Which led me, naturally enough, right to thinking about typography.
Serifs, the tiny “feet” that appear on many familiar typefaces, are another example of a technological necessity that evolved into an aesthetic standard. These little flourishes were born from the difficulties Roman stonecutters ran into chiseling letterforms into marble. Incising letters involved cutting a V-shaped channel along the length of a stroke, and finishing with a perpendicular cut to square off the end. Making those three planes intersect perfectly was really hard, so these artisans worked out a little trick: just extend the triangular shape past those corners, making any imperfection impossible to notice (an antique example of “it’s not a bug, it’s a feature”).
So. Carving in stone was difficult, and the unintended consequence was that “serifs” have became embedded in aesthetic culture; it’s the way we think type oughtta look. And after centuries of technological repetition, from wood type to metal, to — well, chances are you’re reading this very post in serif type, on a digital display. These pixels are a long way from the stonecutter’s chisel, but here they are — a cultural transmission from Emperor Trajan’s time beamed right into your modern eyeballs.
Blackletter Blues
So here’s the final stop on the barely-sequitur train: since I’m thinking about typefaces, what about Blackletter?
Call it “Gothic” or “Old English”, split the family into textura, fraktur, bastarda and rotunda… the baroque curlicues, spiky facets, plunging verticality, the chiaroscuro effected by its thickest thicks and thinnest thins, the larger-than-life operatic drama of it all … these are the results of technology too. Those angled strokes, thicks and thins, and all the rest of it stem directly from the calligraphic scratching of a medieval scribe’s sharpened quill. Blackletter is the middle-ages, still redolent of parchment, candle-black ink and time a-plenty.
And I just love the face. There, I said it.
I know, I know … most of the planet still despises it.
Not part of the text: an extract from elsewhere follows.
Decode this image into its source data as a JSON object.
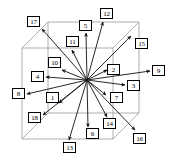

I ran across a gratuitous attack just yesterday — Steven Heller sideswiped it as “ugly and graceless” in one of his historical graphic design collections. It’s hard to read. It has fascist connotations. And worst of all, it’s … ugly.
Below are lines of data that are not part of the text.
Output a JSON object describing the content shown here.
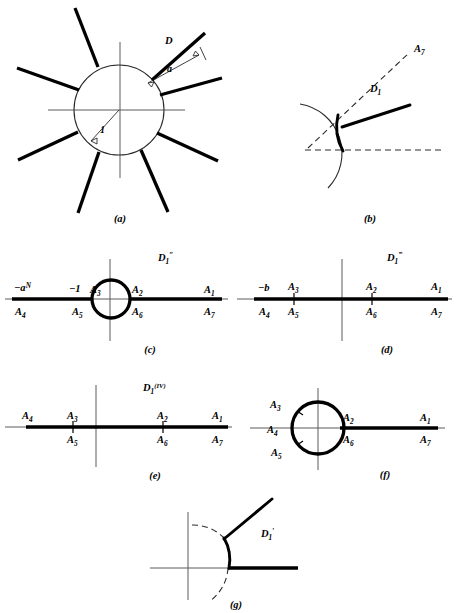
{
  "figure": {
    "panels": [
      {
        "id": "a",
        "caption": "(a)",
        "labels": {
          "region": "D",
          "gap": "a",
          "radius": "1"
        },
        "spoke_count": 8,
        "description": "unit circle with eight radial slits"
      },
      {
        "id": "b",
        "caption": "(b)",
        "labels": {
          "ray": "A",
          "ray_sub": "7",
          "domain": "D",
          "domain_sub": "1"
        }
      },
      {
        "id": "c",
        "caption": "(c)",
        "labels": {
          "domain": "D",
          "domain_sub": "1",
          "domain_prime": "″"
        },
        "axis_marks": [
          {
            "base": "−a",
            "exponent": "N",
            "above": true
          },
          {
            "base": "−1",
            "exponent": "",
            "above": true
          }
        ],
        "points_above": [
          "A3",
          "A2",
          "A1"
        ],
        "points_below": [
          "A4",
          "A5",
          "A6",
          "A7"
        ],
        "point_text": {
          "A1": "A",
          "A1s": "1",
          "A2": "A",
          "A2s": "2",
          "A3": "A",
          "A3s": "3",
          "A4": "A",
          "A4s": "4",
          "A5": "A",
          "A5s": "5",
          "A6": "A",
          "A6s": "6",
          "A7": "A",
          "A7s": "7"
        }
      },
      {
        "id": "d",
        "caption": "(d)",
        "labels": {
          "domain": "D",
          "domain_sub": "1",
          "domain_prime": "‴"
        },
        "axis_marks": [
          {
            "base": "−b",
            "exponent": "",
            "above": true
          }
        ]
      },
      {
        "id": "e",
        "caption": "(e)",
        "labels": {
          "domain": "D",
          "domain_sub": "1",
          "domain_prime": "(IV)"
        }
      },
      {
        "id": "f",
        "caption": "(f)"
      },
      {
        "id": "g",
        "caption": "(g)",
        "labels": {
          "domain": "D",
          "domain_sub": "1",
          "domain_prime": "′"
        }
      }
    ],
    "point_labels": {
      "A": "A",
      "one": "1",
      "two": "2",
      "three": "3",
      "four": "4",
      "five": "5",
      "six": "6",
      "seven": "7"
    },
    "colors": {
      "ink": "#000000",
      "thin_rule": "#5a5a5a",
      "paper": "#ffffff"
    }
  }
}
HARD TO READ: Bah! As Emigre founder and typographer Zuzana Licko succinctly put it, “we read best what we read most”. The first newspaper was set in blackletter, as was the first printed Bible. It’s only difficult to read because it’s gone out of fashion, and our eyeballs don’t know what to make of its spiky, faceted forms. Practice makes perfect, as has been empirically demonstrated, so let’s just toss that one out.
FASCIST: It’s long been damned by association with Hitler and the Nazi regime. And of course they used it, and so did the Bolsheviks, along with everybody else in Germany. It is, of course, an essentially German creation.
What few know, thought, is this: the Third Reich itself banned the typeface as grotesque and decadent, going so far as to issue a official order to use roman type only in all official communications. Ironically, this document itself featured a blackletter headline (stupid Nazis).
UGLY: I’ve think I’ve probably already made my feelings clear on that point.
The Pendulum Swings…
So. Is the resuscitation of blackletter (my fondest hope) actually possible? It’s still way out of fashion, except in the vernacular ghettos of heavy-metal band names, newspaper mastheads and skateboard graphics.
As a teensy glimmer of hope, though, there’s a movement to rehabilitate the maligned typeface already underway in Germany. In Berlin last fall I noticed a good half dozen fancy-pants design books devoted to the subject, with more on the way. I’ve also started to see it popping up in both high-end fashion magazines and in graffiti (the bleeding edge of design gentrification). So I believe it’s about to make a comeback. Of course, I also believe that one day, the San Francisco Giants will win the World Series.
More to the point, if human ears can learn to perceive the sound of a rattling car trunk as aural bliss, anything is possible.

May 15th, 2008 at 5:19 pm
Interesting read, thanks :) I’m a fan of blackletter too, but not always, it IS difficult to read sometimes, when the shapes are too condensed. Still, yesterday’s font of the day was Blaktur ;)
May 15th, 2008 at 6:10 pm
Thanks, Nicetype … and you know what they say, practice practice practice! :)
(Blaktur! Wish I’d been drinking a glass of milk (so I could do a spit-take) when I saw the “Umlaut Randomizer”.)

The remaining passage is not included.